Activity
An exact, complete copy of the entries below is required, minus any pictures.

#### Entries shown

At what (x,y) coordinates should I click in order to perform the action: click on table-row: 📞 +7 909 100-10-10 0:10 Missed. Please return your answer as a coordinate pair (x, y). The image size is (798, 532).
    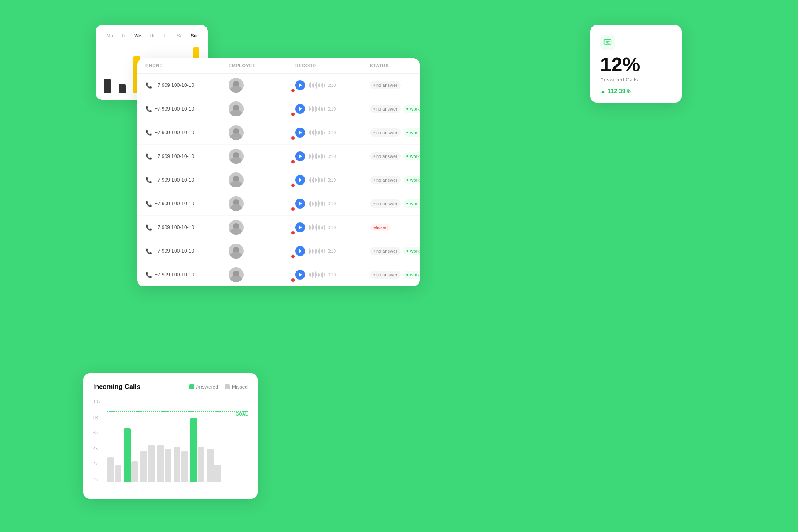
    Looking at the image, I should click on (278, 228).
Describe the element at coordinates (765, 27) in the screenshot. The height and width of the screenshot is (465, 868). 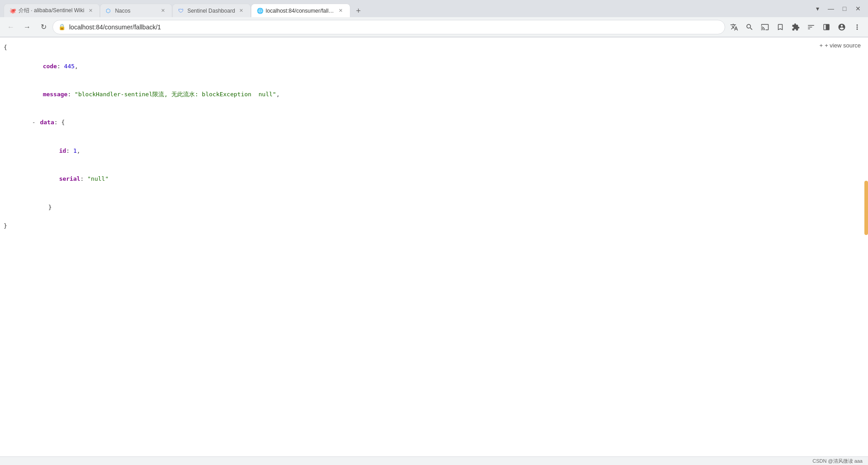
I see `cast-button` at that location.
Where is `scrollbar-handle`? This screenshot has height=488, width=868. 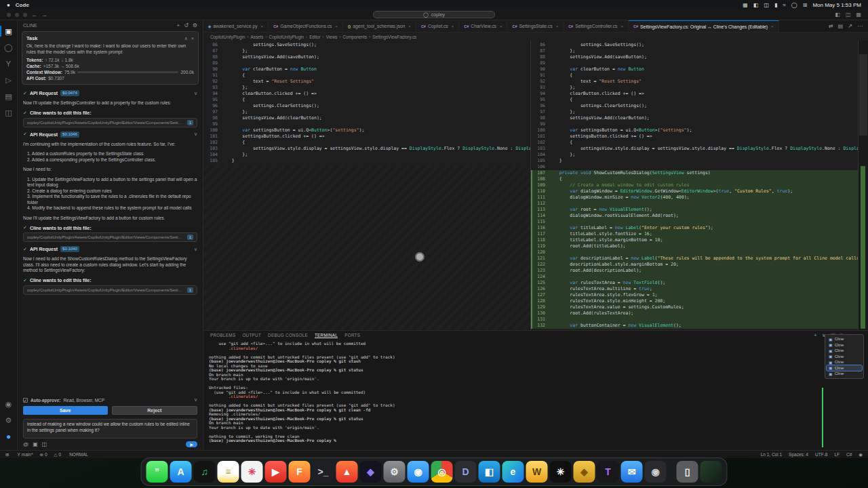
scrollbar-handle is located at coordinates (863, 95).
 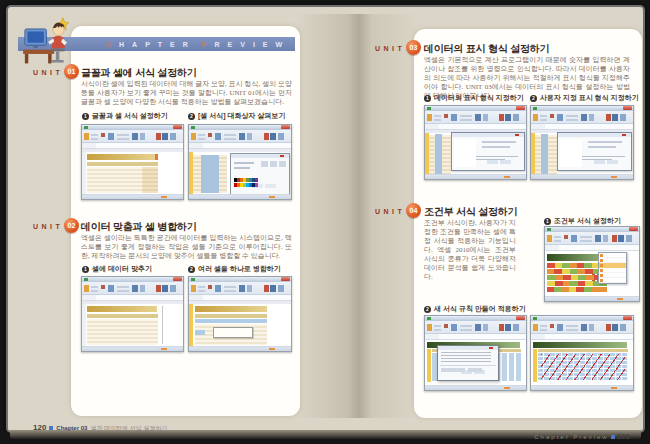 What do you see at coordinates (476, 353) in the screenshot?
I see `excel-thumbnail-new-rule-dialog` at bounding box center [476, 353].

########

Task answer
At what (x,y) coordinates should I click in order to perform the action: click on table-row: 📞 +7 909 100-10-10 0:10 Missed. Please return your answer as a coordinate pair (x, y). The image size is (798, 532).
    Looking at the image, I should click on (278, 228).
Describe the element at coordinates (765, 27) in the screenshot. The height and width of the screenshot is (465, 868). 
I see `cast-button` at that location.
Where is `scrollbar-handle`? This screenshot has height=488, width=868. 
scrollbar-handle is located at coordinates (863, 95).
  What do you see at coordinates (476, 353) in the screenshot?
I see `excel-thumbnail-new-rule-dialog` at bounding box center [476, 353].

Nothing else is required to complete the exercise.